The Mudcat Café TM
Thread #60097   Message #960782
Posted By: McGrath of Harlow
28-May-03 - 05:23 PM
Thread Name: BS: Mermaid/Dickens question
Subject: RE: BS: Mermaid/Dickens question
Can't mean loquacity in itself, because mermaids don't talk. I take it as meaning that she is off in a world of her own, out of touch with reality.

In fact a search engine throws up a passage earlier in the bookm, as well as another later on, which explains what Dickens is doing here:

"With these words, and with a hasty gesture fraught with timid
caution--such a gesture had Clennam's eyes been familiar with in
the old time--poor Flora left herself at eighteen years of age, a
long long way behind again; and came to a full stop at last.
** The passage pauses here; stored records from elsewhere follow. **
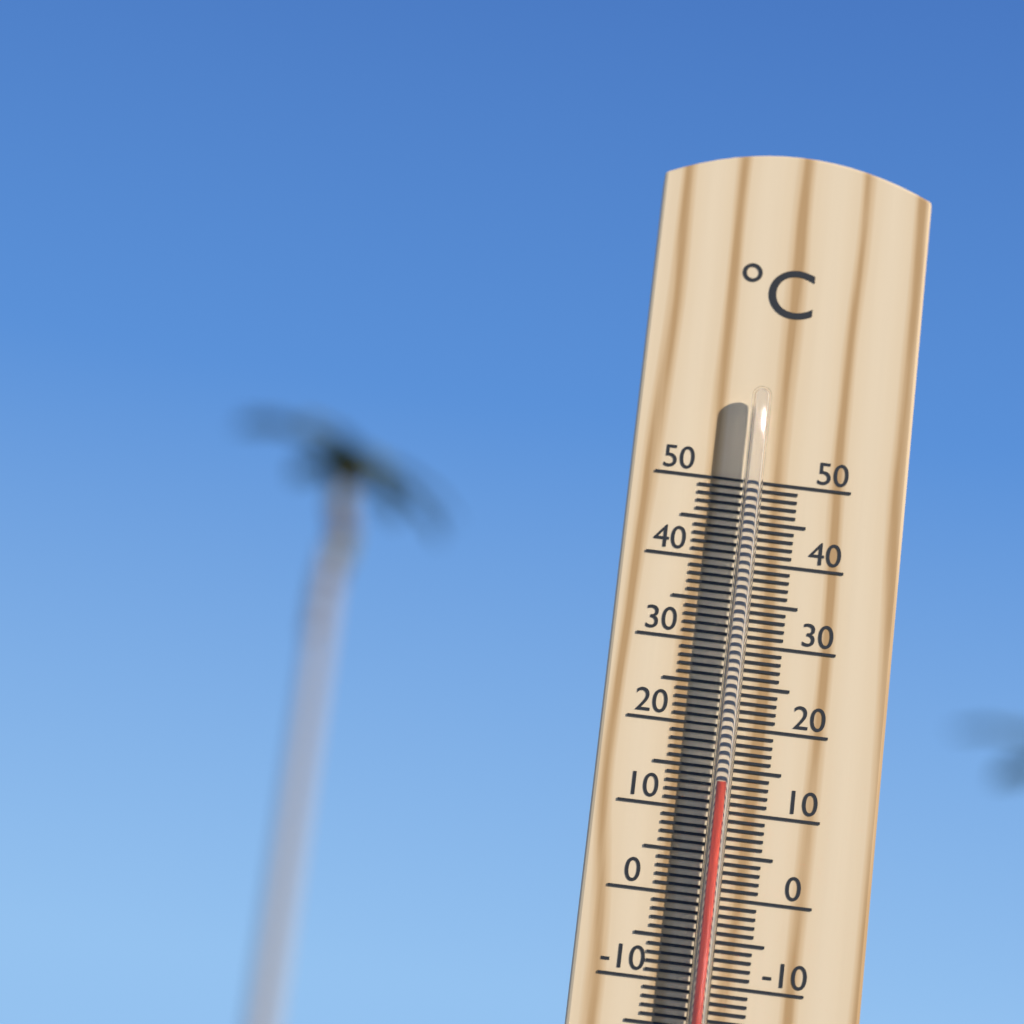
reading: 13 °C
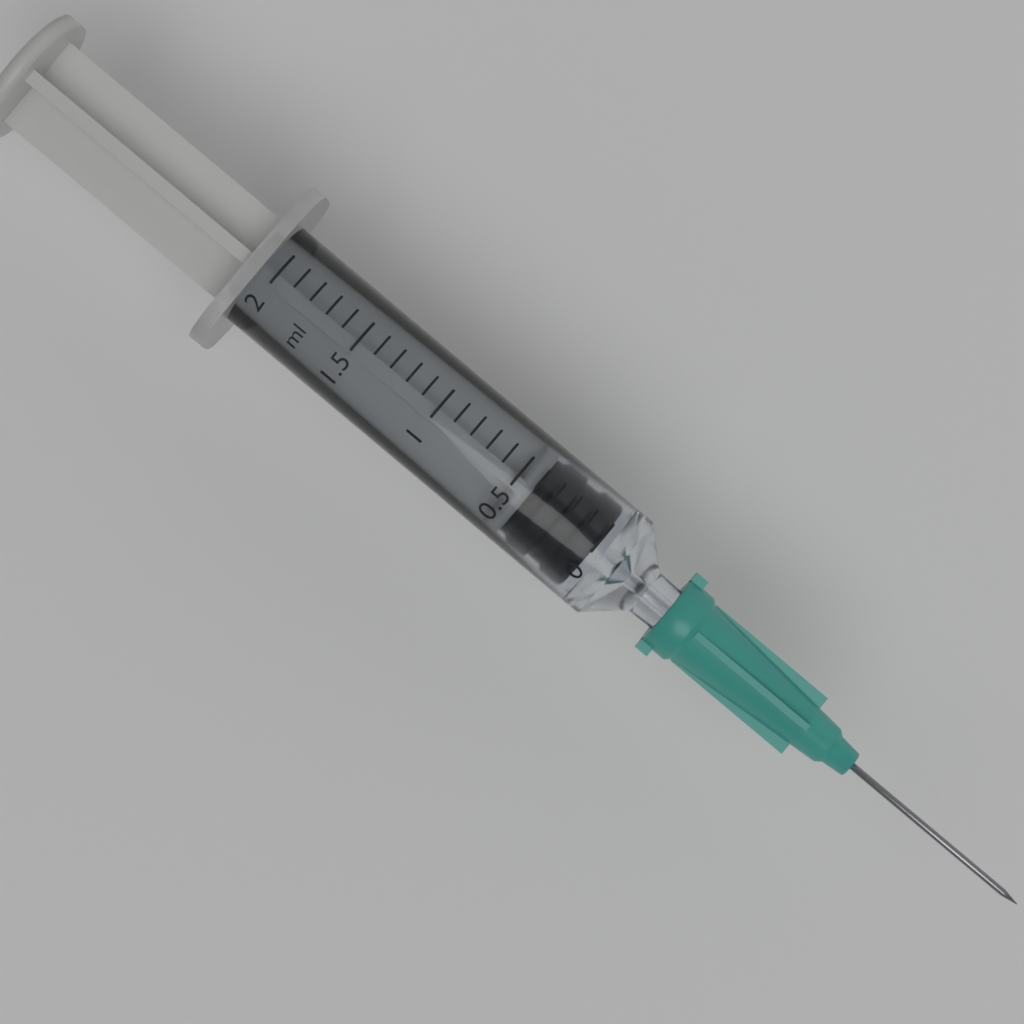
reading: 0.0 ml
Or rather, she left about half of herself at eighteen years of age
behind, and grafted the rest on to the relict of the late Mr F.;
thus making a moral mermaid of herself, which her once boy-lover
contemplated with feelings wherein his sense of the sorrowful and
his sense of the comical were curiously blended."

Taht's the first use of the term in relation to Flora - the idea is that a mermaid is half a fish and half a human, and Flora is half an adult and half still an adolescent. Not quite in touch with the world as it is.